CPE Bach - Sonata in f minor, Wq63 no.6.
To accompany the Essay he wrote a heterogeneous set of sonatas and sonatinas (Wq 63) which range from innocuous galanterie to some of his most prophetic and visionary music. Most visionary of all is the finale of the F minor sonata, No. 6, a violent, impassioned fantasia whose melodies seem to evoke heightened speech, their changes of pace and dramatic hesitations imitating an actor's.
While C.P.E. Bach’s progressive and uniquely individual style was most pronounced in his keyboard Sonatas and certain Symphonies, his Concertos for various instruments also contain many features that seize the attention of the listener with their great originality. After leaving the employ of King Frederick the Great of Prussia and settling in Hamburg, Bach was no longer restricted by the.
The many ramifications of Bach's comprehensive essay have been neatly explained and annotated in a manner that make the Essay a valuable reference work and an interesting venture in musical literature and historical. The translator, William J. Mitchell, brings to his task a long-standing familiarity with C. P. e. Bach. An Associate Professor of Music at Columbia University, he is a specialist.
Frederick II later inherited the throne of Berlin, and CPE Bach went to be his keyboard player. When Frederick had private home concertos in his palace at Potsdam, Bach accompanied him on continuo. It is believed that CPE Bach composed flute sonatas and concertos for Frederick to play at such functions. Frederick II was a huge advocate of music until the Seven Years’ War ended in 1763.
The four sonatas Wq 75-78 composed in 1763 represent the focus of CPE Bach’s oeuvre for violin and obbligato keyboard instrument. Even though certain compositional details still reveal the connection to the trio sonata, the two parts have freed themselves more decidedly in terms of their respective instrumental idiom. These progressive traits, the sensible musical language and abruptly.
This volume contains music written to accompany Bach's Essay on the True Manner of Playing Keyboard Instruments, published in 1753. Composed for students, the music certainly doesn't sound like mere practice pieces. While it may lack some of C.P.E. Bach's signature quirky sound, which is more apparent in other works, it ranks with some of his finest. Interestingly, he listed these as 18.
Carl Philipp Emanuel Bach was Johann Sebastian Bach’s second and most successful son. He was a transitional figure between the Baroque and the Classicism, and greatly influenced Mozart and Beethoven, partly thanks to his keyboard sonatas. In the 18th century, the cello concerto was still a fairly new genre, and Boccherini and Haydn had not yet written their contributions at the point when C.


◆ **Work required**:
In full and exactly, reproduce the entries below, but omit the pictures.

● ● ● ●

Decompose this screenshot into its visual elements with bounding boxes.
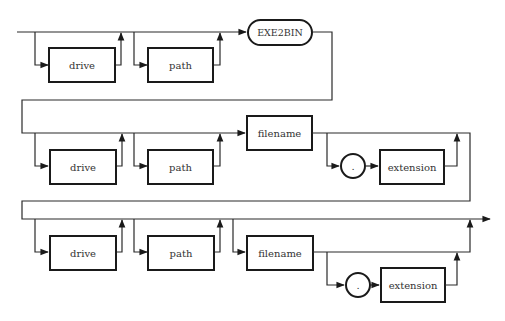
drive-box: drive	[49, 48, 115, 82]
drive-box: drive	[50, 150, 116, 184]
path-box: path	[148, 150, 213, 184]
dot-terminal: .	[341, 154, 365, 178]
drive-box: drive	[50, 236, 116, 270]
filename-box: filename	[247, 116, 312, 150]
dot-terminal: .	[346, 273, 370, 297]
command-keyword: EXE2BIN	[248, 20, 312, 45]
path-box: path	[148, 236, 214, 270]
extension-box: extension	[381, 268, 445, 302]
extension-box: extension	[380, 150, 444, 184]
path-box: path	[148, 48, 213, 82]
syntax-diagram: drive path EXE2BIN drive path filename .…	[0, 0, 505, 321]
filename-box: filename	[247, 236, 313, 270]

● ● ● ●

◆ **Response to this task**:
Decompose this screenshot into its visual elements with bounding boxes.
drive-box: drive	[49, 48, 115, 82]
drive-box: drive	[50, 150, 116, 184]
path-box: path	[148, 150, 213, 184]
dot-terminal: .	[341, 154, 365, 178]
drive-box: drive	[50, 236, 116, 270]
filename-box: filename	[247, 116, 312, 150]
dot-terminal: .	[346, 273, 370, 297]
command-keyword: EXE2BIN	[248, 20, 312, 45]
path-box: path	[148, 236, 214, 270]
extension-box: extension	[381, 268, 445, 302]
extension-box: extension	[380, 150, 444, 184]
path-box: path	[148, 48, 213, 82]
syntax-diagram: drive path EXE2BIN drive path filename .…	[0, 0, 505, 321]
filename-box: filename	[247, 236, 313, 270]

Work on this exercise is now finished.